Well, I succumbed to temptation and started reading Dan Brown’s other books - ‘The DaVinci Code’ and ‘Angels and Demons’. I can dismiss A&D in one word - abysmal!
The DaVinci Code is another matter and shows that Dan Brown knows his readership too well. he has captured those countless numbers who have a little knowledge. And Dan Brown takes this little knowledge and expands it to sound still reasonable. If you have more than a little knowledge then the book is just his other’s - unreasonably simplistic. For crying out loud, DB seems to think that an anagram is the highest form of coding. And as for the other cryptic clues - ‘old wisdom’ - who doesn’t think Sophia? Especially when that’s the heroine’s name!
The best thing about the book is the design of the box that holds the clue - the cryptex. It’s a clever little device which is really a hollow combination lock. Pretty easy to make. And a few enterprising craft workers have started marketing them. Don’t get me wrong - the cryptex is a toy and is not to be considered a high form of secure transport. Not as good as some of the briefcases on the market.
Another positive for me was the interest it generated in me to have a look on the web at the different sites mentioned in the book: The Louvre Museum, Saint Sulpice Church, The Rose Line, Rosslyn Church in Scotland, Westminster Abbey.

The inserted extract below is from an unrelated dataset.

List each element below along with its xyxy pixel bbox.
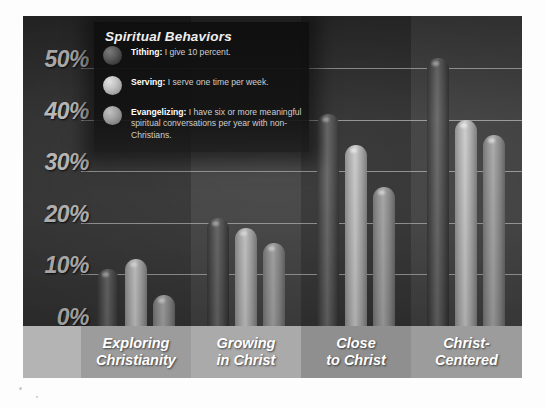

The biggest lie though is the terrible way in which the Opus Dei organisation is described. While I do not agree with much that OD stands for, a poor debater will often resort to personal insult rather than fact. It would have been better if DB had resorted to fact.
Whichever way you look at it, DB has written a very clever book. Not a good book, in fact quite bad in places. But patched with lots of half truths and reasonable leaps ‘of faith’ it becomes an old fashioned matinee serial in which belief is suspended for the sake of following the heros to wherever they may go next.